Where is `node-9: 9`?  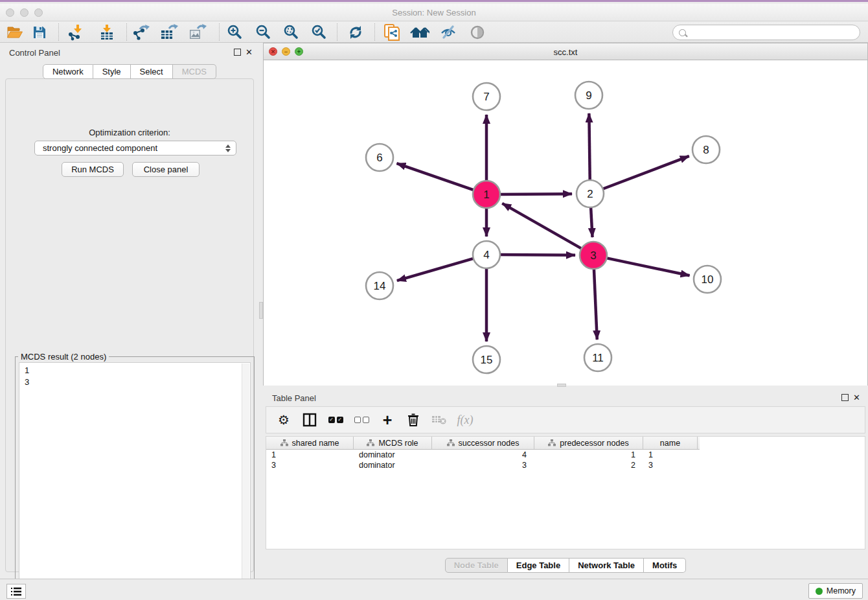 node-9: 9 is located at coordinates (589, 95).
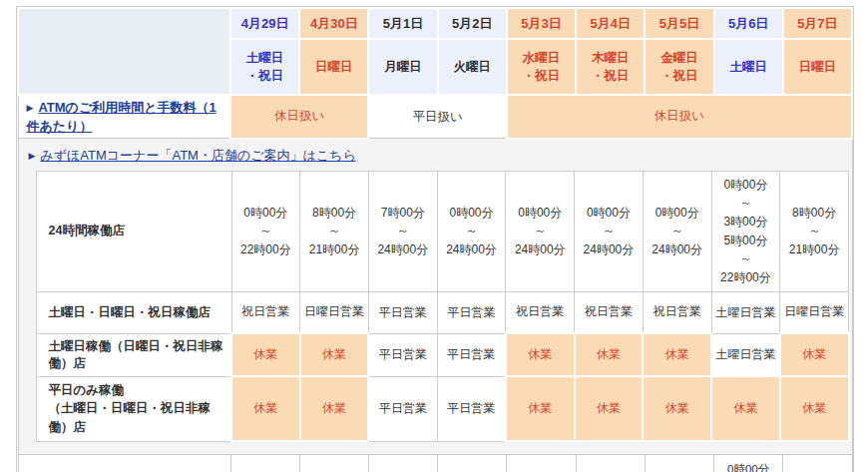 The image size is (868, 472). What do you see at coordinates (134, 232) in the screenshot?
I see `row-label: 24時間稼働店` at bounding box center [134, 232].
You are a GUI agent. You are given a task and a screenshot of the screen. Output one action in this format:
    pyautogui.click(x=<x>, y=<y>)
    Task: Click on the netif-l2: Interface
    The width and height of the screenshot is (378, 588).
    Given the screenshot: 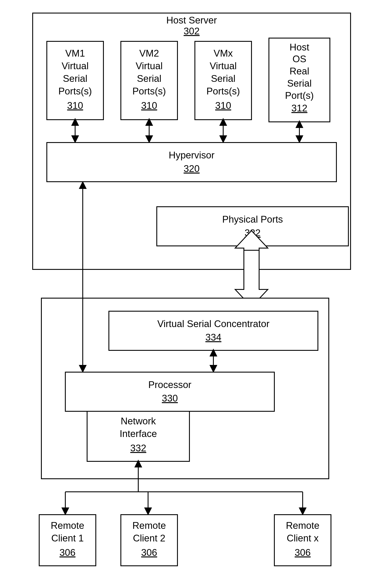 What is the action you would take?
    pyautogui.click(x=138, y=434)
    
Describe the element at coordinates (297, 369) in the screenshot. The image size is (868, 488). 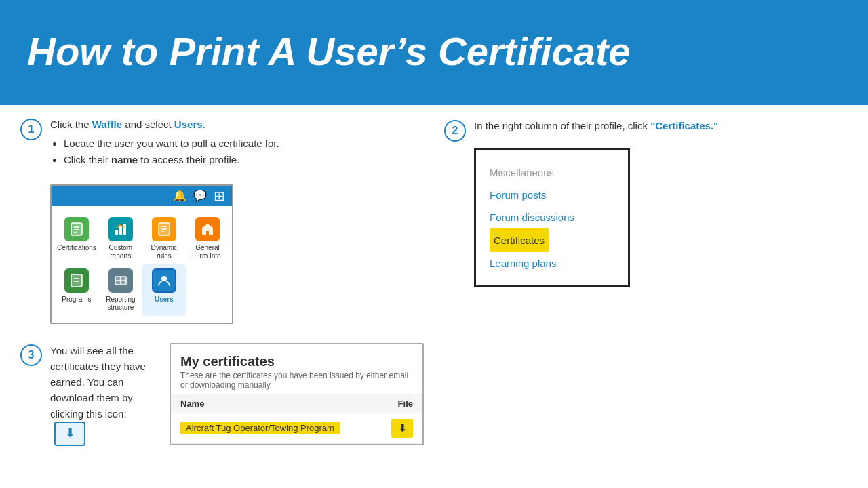
I see `cert-table-header: My certificates These are the certificat…` at that location.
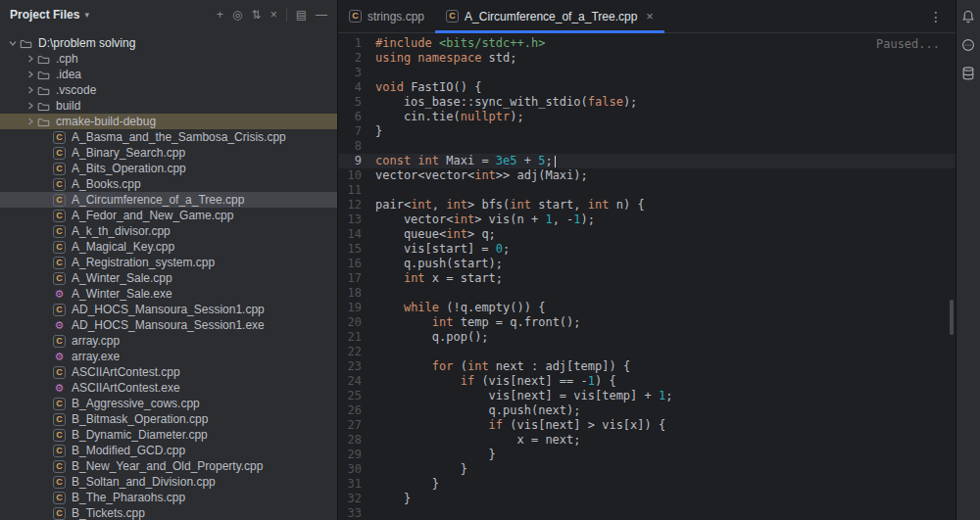 Image resolution: width=980 pixels, height=520 pixels. I want to click on tree-item: array.cpp, so click(169, 341).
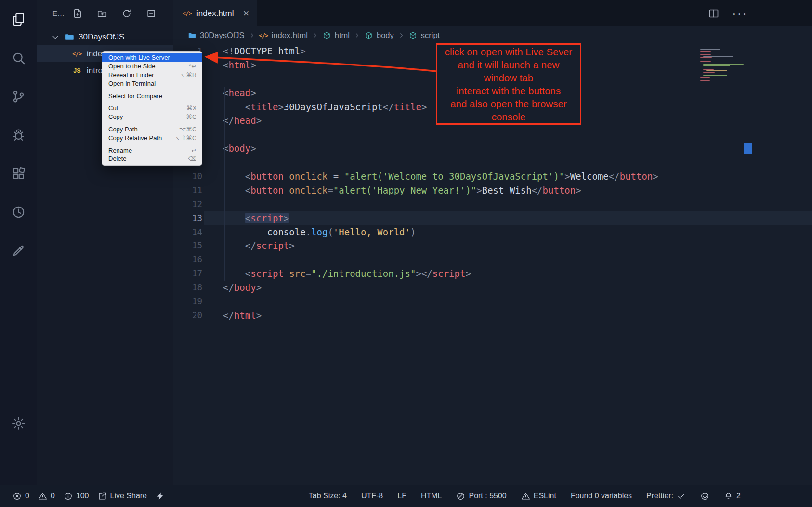 This screenshot has height=507, width=812. I want to click on menu-item-rename: Rename↵, so click(152, 150).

* _Problem statement_: Nothing but the lines above from the one containing "You are a GUI" through the one containing "The width and" should appear in the answer, each repeated exactly.

* _Task solution_:
You are a GUI agent. You are given a task and a screenshot of the screen. Output one action in this format:
    pyautogui.click(x=<x>, y=<y>)
    Task: Click on the netif-l2: Interface
    The width and height of the screenshot is (378, 588).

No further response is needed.